7 May 2019

The sense of an ending

My Mirror column:

In honour of Satyajit Ray's 98
th birthday last week, here's a look back at one of his least-watched but loveliest films: Kanchenjungha (1962).




Born on May 2, 1921, Satyajit Ray burst upon the scene with Pather Panchali in 1955. But his first original screenplay was for Kanchenjungha (1962). Apparently written by Ray in ten days at Darjeeling's Windamere Hotel, Kanchenjungha is a glancing, elliptical sort of film. I remember first watching it as a pre-teen and coming away unsure of what had just unfolded. Like the elusive snow-capped Himalayan peak for which it is named, Kanchenjungha does not reveal itself at first glance.

What action there is in it is hedged around with conversation. Quite often, conversation is the action. And yet this is simultaneously a film full of moments of quiet, of letting the visual speak.

A lot of that visuality comes from the setting: the still-colonial hill station of Darjeeling, where a well-off Bengali family is on the last day of their vacation. We learn from the suited, cigar-smoking patriarch Indranath that they have been there seventeen days — a time that speaks both of the length of holidays in the 1960s, and of the leisure this family enjoys. 

But the mood is not leisurely. What there is instead is a sense of expectation, of things preparing to come to a head. The ornithologist uncle is searching for an as-yet-unseen bird; a suitor has hunted down a particular flower; the patriarch is eager for an unobstructed glimpse of the peak to round off the holiday properly. The sole grandchild, too, wants to wrench what she can from her last day in the hills. “I'm going to take many, many rounds [on the pony],” she announces. Even the little girl, otherwise oblivious of adult business, senses that time is running out. A highly eligible bachelor called Mr Banerjee is expected that day to propose to the family's younger daughter, Monisha. (It is part of Ray's brilliant detailing that no-one ever refers to Banerjee by his first name. N Viswanathan's character remains, despite all his sophistication, a hazy, distant outline – while his intended bride is so identified with her nickname, Moni, that another character in the film has to imagine her full name.)

Nineteen-year-old Moni is still at university, but her father Indranath has approved Banerjee, and since no one ever challenges Indranath, everyone assumes that the marriage will be fixed by day's end. Ray uses this prospect of wedding bells to cast into relief the lives of the other two couples: Monisha's parents Indranath and Labonyo, and her elder sister and brother-in-law Anima and Sankar. The older couple's relationship is a case of male obliviousness, even in the face of clear disquiet. Indranath asks his wife for her opinion, but it is clear that her only possible role is to support his decision. Labonyo (played by Karuna Banerjee, famously cast by Ray as Apu and Durga's mother Sarbajaya) has lived long enough with her husband to know when silence is the only option. With a man who is used to getting even smiles on demand, perhaps her best one. She sings her heart out, but cannot speak it.

At one level, this is a film about the hidden costs of arranged marriages – most often paid by women, but often also by men. Sankar is the example that the film offers of this: a man who feels that fate has dealt him an unlucky hand, a wife who doesn't love him. One of the earliest lines spoken in the film is Sankar's unsolicited advice to Moni: to not marry without love, and the film keeps us, till the end, on that path of possibility.
And yet, this is still Ray: he will not reject the social contract wholesale, even as he holds it up for us to peruse, gently suggesting that there might be some holes in the fabric. “Are you suggesting that all marital partnerships must be based on an exact match of qualities and interests between a man and a woman?” asks Banerjee pedantically. “No, that would be absurd,” snaps Moni, using the English word.

At a more profound level, though, Kanchenjungha is about being true to the self even when it seems foolhardy, about courage and independence of spirit pitted against the pragmatic and secure option. And that courage, interestingly, enters the narrative from a most unlikely source: an impoverished young man who has been introduced to Indranath and who almost snags a job offer from him before his self-esteem gets in the way. “Aren't you unemployed?” demands the haughtily insensitive big man. “No,” Ashok finds himself saying. “What do you do?” “I give tuitions.” “How much does that fetch you?” “Fifty rupees a month.” “Don't you need more than that? “I do.” “And how do you propose to get it?” “By my own efforts,” says Ashok, and turns away from the stumped older man.

One of the film’s most memorable moments comes just a little later, when Ashok, having come upon Monisha on a winding hill path, marvels at his refusal of her father’s patronage. Perhaps it is these misty mountains, these amazing tall trees, the grandness of all this, which made me feel like a giant, he muses. “As if I was special. As if I could do anything at all... If it had been in Calcutta, I wouldn’t have had the courage.” 

There could be no greater tribute to the Bengali’s love of the mountains.

Published in Mumbai Mirror, 5 May 2019.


Problem requirements -> Taking the data below, please print only the lines from the line holding "Image is 397x472 pixels." to the line holding "Image is 644x306 pixels.", inclusive, with pictures omitted.

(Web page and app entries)
━━━━

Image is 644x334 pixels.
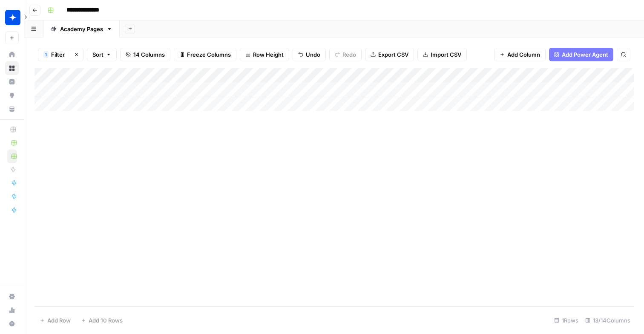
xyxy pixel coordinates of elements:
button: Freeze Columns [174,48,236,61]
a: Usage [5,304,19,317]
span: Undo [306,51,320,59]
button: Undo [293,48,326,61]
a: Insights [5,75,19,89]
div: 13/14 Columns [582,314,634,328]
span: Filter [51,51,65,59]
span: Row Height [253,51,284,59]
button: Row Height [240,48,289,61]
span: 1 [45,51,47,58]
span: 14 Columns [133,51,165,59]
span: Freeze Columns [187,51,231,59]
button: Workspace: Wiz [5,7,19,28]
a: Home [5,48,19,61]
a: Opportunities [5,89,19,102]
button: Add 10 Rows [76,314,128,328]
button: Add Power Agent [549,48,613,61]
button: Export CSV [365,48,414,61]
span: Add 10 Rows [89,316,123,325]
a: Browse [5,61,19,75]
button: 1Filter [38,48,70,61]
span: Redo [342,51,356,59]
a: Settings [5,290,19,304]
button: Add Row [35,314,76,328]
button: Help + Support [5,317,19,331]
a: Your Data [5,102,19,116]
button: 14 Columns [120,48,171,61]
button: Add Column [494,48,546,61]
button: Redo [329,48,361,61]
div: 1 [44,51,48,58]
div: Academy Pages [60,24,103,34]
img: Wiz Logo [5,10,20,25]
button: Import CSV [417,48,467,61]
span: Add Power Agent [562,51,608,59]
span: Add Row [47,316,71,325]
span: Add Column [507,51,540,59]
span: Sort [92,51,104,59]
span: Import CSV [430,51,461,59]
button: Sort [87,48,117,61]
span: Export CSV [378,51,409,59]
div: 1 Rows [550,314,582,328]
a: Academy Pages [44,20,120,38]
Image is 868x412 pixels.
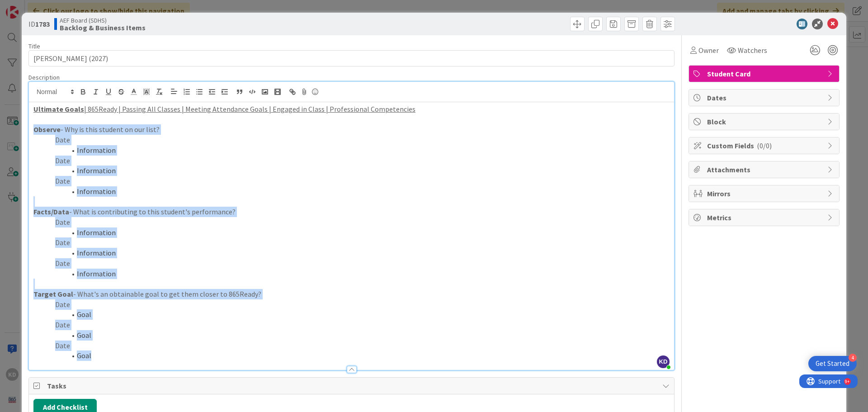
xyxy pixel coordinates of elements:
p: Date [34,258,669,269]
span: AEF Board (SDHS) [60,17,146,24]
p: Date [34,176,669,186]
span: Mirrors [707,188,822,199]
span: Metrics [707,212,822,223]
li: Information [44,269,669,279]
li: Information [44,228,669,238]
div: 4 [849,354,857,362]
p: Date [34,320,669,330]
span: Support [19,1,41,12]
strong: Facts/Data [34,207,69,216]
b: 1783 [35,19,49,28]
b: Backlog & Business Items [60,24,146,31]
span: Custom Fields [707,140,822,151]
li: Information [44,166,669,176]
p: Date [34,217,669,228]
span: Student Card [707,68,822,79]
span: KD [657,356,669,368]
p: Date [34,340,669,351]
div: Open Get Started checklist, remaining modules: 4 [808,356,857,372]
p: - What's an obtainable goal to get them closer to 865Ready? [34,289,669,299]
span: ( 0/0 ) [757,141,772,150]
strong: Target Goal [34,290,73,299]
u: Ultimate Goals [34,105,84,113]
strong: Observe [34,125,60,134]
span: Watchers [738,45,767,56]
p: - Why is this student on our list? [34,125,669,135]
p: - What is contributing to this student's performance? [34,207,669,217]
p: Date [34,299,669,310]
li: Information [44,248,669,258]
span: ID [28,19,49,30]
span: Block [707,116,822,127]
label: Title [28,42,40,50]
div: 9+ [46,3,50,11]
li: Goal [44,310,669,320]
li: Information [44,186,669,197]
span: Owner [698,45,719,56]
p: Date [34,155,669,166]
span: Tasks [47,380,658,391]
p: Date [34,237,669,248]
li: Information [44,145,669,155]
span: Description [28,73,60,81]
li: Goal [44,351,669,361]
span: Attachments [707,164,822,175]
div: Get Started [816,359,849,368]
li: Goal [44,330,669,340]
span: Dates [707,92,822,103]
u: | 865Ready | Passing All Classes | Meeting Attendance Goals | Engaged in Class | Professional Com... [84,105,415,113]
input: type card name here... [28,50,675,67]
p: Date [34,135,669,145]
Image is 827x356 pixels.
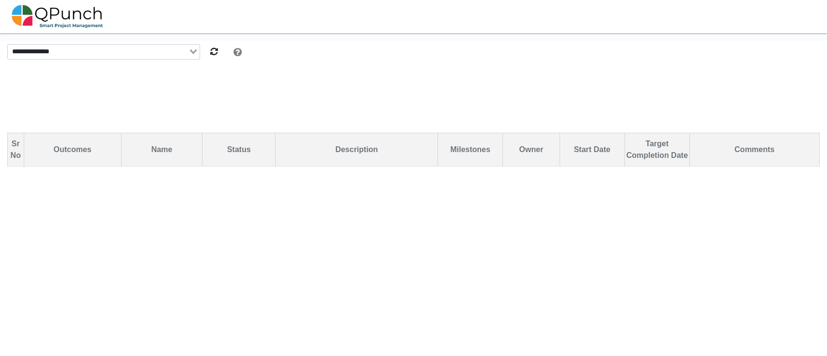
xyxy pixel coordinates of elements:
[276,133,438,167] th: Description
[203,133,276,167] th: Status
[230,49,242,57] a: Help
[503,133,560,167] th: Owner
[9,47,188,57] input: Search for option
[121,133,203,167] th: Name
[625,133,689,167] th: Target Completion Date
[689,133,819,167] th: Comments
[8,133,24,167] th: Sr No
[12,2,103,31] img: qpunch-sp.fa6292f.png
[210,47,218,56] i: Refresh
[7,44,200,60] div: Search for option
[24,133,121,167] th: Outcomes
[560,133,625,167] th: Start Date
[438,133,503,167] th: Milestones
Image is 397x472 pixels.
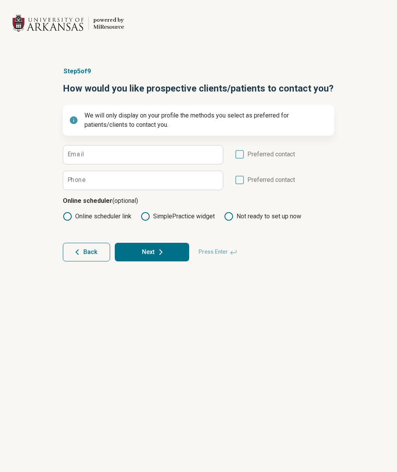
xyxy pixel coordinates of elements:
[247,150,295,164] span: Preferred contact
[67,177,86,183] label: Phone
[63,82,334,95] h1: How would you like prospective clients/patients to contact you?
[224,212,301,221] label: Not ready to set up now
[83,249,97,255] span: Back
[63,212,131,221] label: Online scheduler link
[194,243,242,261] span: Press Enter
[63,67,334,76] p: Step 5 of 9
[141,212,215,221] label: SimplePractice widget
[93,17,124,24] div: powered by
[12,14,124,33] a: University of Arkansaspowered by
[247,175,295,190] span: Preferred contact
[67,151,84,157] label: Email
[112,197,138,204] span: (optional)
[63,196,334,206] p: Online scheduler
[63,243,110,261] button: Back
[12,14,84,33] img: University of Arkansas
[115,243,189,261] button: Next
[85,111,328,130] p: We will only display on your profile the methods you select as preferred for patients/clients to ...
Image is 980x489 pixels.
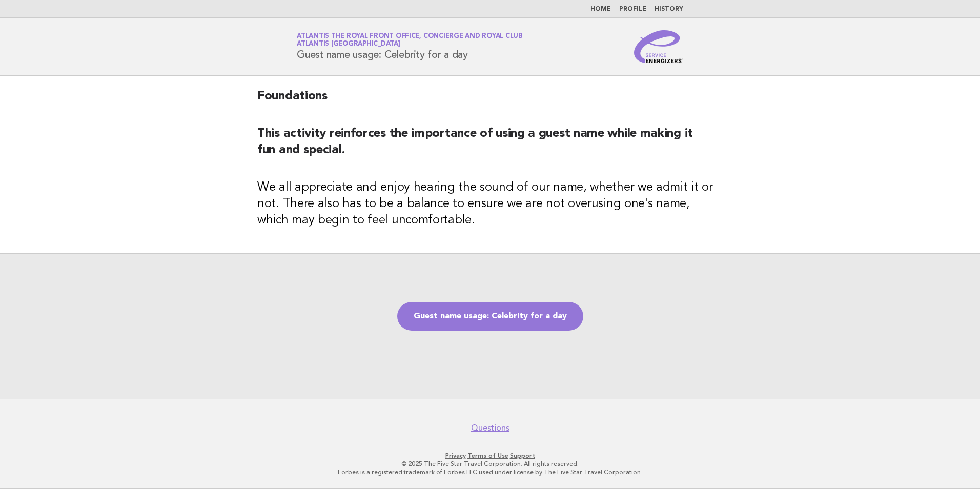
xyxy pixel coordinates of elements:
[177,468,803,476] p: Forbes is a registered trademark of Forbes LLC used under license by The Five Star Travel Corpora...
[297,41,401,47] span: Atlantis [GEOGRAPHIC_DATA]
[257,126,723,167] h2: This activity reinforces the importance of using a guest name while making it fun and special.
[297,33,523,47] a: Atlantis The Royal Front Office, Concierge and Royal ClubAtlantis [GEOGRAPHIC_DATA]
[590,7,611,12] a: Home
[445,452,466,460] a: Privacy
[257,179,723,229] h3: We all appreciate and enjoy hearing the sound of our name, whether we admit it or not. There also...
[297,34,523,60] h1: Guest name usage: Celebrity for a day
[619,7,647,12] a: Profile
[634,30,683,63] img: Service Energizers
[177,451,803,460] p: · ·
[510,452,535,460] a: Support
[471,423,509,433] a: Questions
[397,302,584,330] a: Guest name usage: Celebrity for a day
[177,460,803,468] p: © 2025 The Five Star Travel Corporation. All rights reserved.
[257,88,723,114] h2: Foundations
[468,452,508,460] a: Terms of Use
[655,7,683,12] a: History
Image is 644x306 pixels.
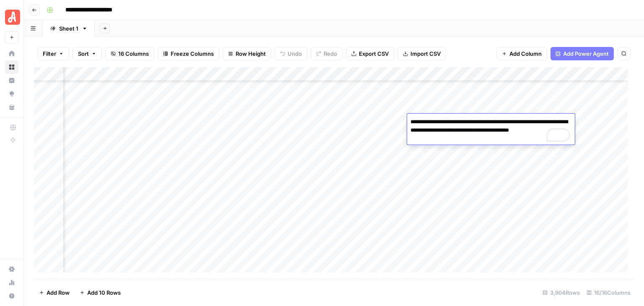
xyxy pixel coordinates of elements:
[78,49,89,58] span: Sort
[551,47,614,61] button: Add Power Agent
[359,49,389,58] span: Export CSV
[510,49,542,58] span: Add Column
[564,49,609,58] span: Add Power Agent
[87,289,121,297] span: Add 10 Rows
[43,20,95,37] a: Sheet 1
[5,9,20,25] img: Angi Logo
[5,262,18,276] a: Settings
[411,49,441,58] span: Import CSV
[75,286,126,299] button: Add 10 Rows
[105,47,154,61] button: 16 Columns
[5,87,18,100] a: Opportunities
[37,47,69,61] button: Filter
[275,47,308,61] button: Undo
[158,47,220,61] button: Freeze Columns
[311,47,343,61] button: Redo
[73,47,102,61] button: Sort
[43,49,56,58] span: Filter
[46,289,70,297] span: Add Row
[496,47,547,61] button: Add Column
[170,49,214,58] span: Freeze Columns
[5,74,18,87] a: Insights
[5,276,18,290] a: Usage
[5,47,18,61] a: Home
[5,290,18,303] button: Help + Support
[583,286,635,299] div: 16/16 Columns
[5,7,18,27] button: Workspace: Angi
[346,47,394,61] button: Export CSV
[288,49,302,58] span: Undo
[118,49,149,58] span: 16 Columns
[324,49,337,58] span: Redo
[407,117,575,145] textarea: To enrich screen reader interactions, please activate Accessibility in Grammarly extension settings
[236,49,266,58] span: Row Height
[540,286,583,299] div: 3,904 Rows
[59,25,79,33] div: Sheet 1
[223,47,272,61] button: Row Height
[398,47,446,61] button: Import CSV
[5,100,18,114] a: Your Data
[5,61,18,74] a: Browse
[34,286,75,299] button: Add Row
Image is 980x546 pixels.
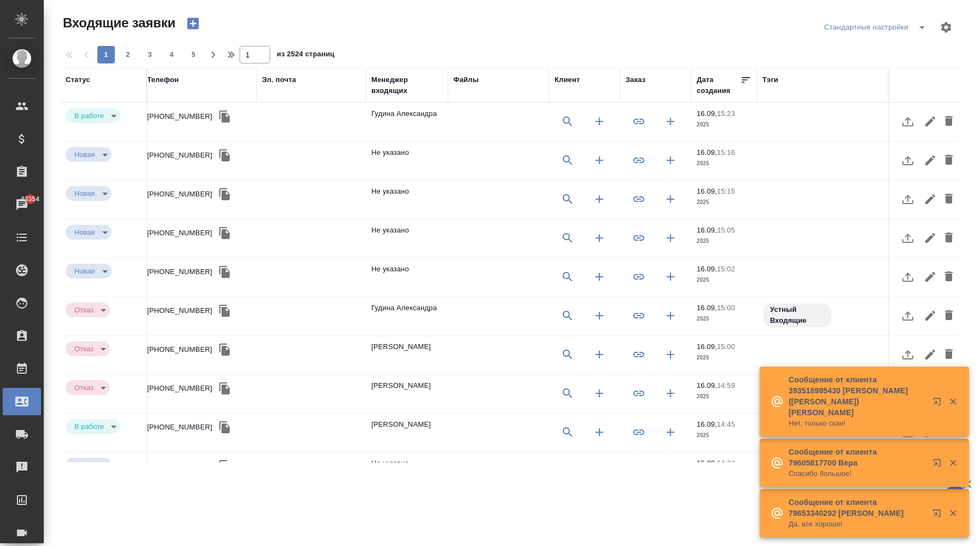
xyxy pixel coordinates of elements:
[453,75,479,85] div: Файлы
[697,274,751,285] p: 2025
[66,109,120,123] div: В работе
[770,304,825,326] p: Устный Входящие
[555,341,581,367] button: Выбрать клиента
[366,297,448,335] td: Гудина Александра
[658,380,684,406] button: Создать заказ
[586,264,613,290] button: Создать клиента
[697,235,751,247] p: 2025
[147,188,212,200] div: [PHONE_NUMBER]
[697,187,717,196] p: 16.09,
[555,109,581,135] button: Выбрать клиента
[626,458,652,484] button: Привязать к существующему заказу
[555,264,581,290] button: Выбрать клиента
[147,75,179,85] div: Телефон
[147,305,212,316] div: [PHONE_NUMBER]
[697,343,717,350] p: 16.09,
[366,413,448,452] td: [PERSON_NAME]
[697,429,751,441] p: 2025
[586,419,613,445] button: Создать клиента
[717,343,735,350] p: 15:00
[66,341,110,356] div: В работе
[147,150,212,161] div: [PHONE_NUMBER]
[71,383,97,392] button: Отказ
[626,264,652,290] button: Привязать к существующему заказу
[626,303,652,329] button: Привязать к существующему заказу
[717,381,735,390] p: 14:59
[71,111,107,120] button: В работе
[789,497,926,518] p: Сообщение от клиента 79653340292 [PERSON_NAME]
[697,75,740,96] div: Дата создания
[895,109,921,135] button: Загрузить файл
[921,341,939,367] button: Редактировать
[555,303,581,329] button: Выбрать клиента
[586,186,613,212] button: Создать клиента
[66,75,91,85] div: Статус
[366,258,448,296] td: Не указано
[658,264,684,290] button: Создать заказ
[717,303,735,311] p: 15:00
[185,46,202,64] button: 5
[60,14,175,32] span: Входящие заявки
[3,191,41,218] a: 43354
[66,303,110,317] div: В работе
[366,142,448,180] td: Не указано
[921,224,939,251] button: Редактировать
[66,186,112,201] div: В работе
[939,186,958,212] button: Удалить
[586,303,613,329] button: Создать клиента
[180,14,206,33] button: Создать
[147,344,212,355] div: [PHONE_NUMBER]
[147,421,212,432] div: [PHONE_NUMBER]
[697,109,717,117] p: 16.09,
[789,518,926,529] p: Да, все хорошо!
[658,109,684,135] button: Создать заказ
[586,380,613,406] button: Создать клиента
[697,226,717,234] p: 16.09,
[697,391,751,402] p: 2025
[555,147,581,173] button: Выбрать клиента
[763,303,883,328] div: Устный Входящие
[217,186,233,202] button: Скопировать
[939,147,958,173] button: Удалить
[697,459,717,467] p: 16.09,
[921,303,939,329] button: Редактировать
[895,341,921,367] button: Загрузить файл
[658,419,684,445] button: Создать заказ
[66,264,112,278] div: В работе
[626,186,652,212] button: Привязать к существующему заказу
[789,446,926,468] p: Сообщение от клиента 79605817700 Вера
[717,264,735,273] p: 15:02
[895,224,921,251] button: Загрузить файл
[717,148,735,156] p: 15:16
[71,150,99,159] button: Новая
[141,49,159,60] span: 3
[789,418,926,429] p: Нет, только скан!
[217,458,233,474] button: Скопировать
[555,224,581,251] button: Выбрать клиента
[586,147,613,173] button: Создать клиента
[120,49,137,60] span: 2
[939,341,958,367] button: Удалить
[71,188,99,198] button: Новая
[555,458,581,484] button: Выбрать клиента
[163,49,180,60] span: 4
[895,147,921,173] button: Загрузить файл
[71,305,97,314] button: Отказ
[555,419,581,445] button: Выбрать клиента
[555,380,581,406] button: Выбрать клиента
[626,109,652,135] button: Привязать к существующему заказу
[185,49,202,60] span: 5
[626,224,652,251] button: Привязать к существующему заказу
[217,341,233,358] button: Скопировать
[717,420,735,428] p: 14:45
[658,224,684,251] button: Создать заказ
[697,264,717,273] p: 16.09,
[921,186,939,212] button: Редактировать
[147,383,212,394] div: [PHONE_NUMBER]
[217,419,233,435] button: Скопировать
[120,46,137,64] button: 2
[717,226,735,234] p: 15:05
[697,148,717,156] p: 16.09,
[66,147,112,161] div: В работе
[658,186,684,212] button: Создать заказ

━━━━

Response to the task ->
Image is 397x472 pixels.
xyxy pixel coordinates of elements:
[247,150,295,164] span: Preferred contact
[67,177,86,183] label: Phone
[63,82,334,95] h1: How would you like prospective clients/patients to contact you?
[224,212,301,221] label: Not ready to set up now
[83,249,97,255] span: Back
[63,212,131,221] label: Online scheduler link
[194,243,242,261] span: Press Enter
[63,67,334,76] p: Step 5 of 9
[141,212,215,221] label: SimplePractice widget
[93,17,124,24] div: powered by
[12,14,124,33] a: University of Arkansaspowered by
[247,175,295,190] span: Preferred contact
[67,151,84,157] label: Email
[112,197,138,204] span: (optional)
[63,196,334,206] p: Online scheduler
[63,243,110,261] button: Back
[12,14,84,33] img: University of Arkansas
[115,243,189,261] button: Next
[85,111,328,130] p: We will only display on your profile the methods you select as preferred for patients/clients to ...
Image is 980x489 pixels.
xyxy pixel coordinates of elements:
[177,468,803,476] p: Forbes is a registered trademark of Forbes LLC used under license by The Five Star Travel Corpora...
[297,41,401,47] span: Atlantis [GEOGRAPHIC_DATA]
[257,126,723,167] h2: This activity reinforces the importance of using a guest name while making it fun and special.
[297,33,523,47] a: Atlantis The Royal Front Office, Concierge and Royal ClubAtlantis [GEOGRAPHIC_DATA]
[590,7,611,12] a: Home
[445,452,466,460] a: Privacy
[257,179,723,229] h3: We all appreciate and enjoy hearing the sound of our name, whether we admit it or not. There also...
[297,34,523,60] h1: Guest name usage: Celebrity for a day
[619,7,647,12] a: Profile
[634,30,683,63] img: Service Energizers
[177,451,803,460] p: · ·
[510,452,535,460] a: Support
[471,423,509,433] a: Questions
[397,302,584,330] a: Guest name usage: Celebrity for a day
[177,460,803,468] p: © 2025 The Five Star Travel Corporation. All rights reserved.
[257,88,723,114] h2: Foundations
[468,452,508,460] a: Terms of Use
[655,7,683,12] a: History
Image is 644x306 pixels.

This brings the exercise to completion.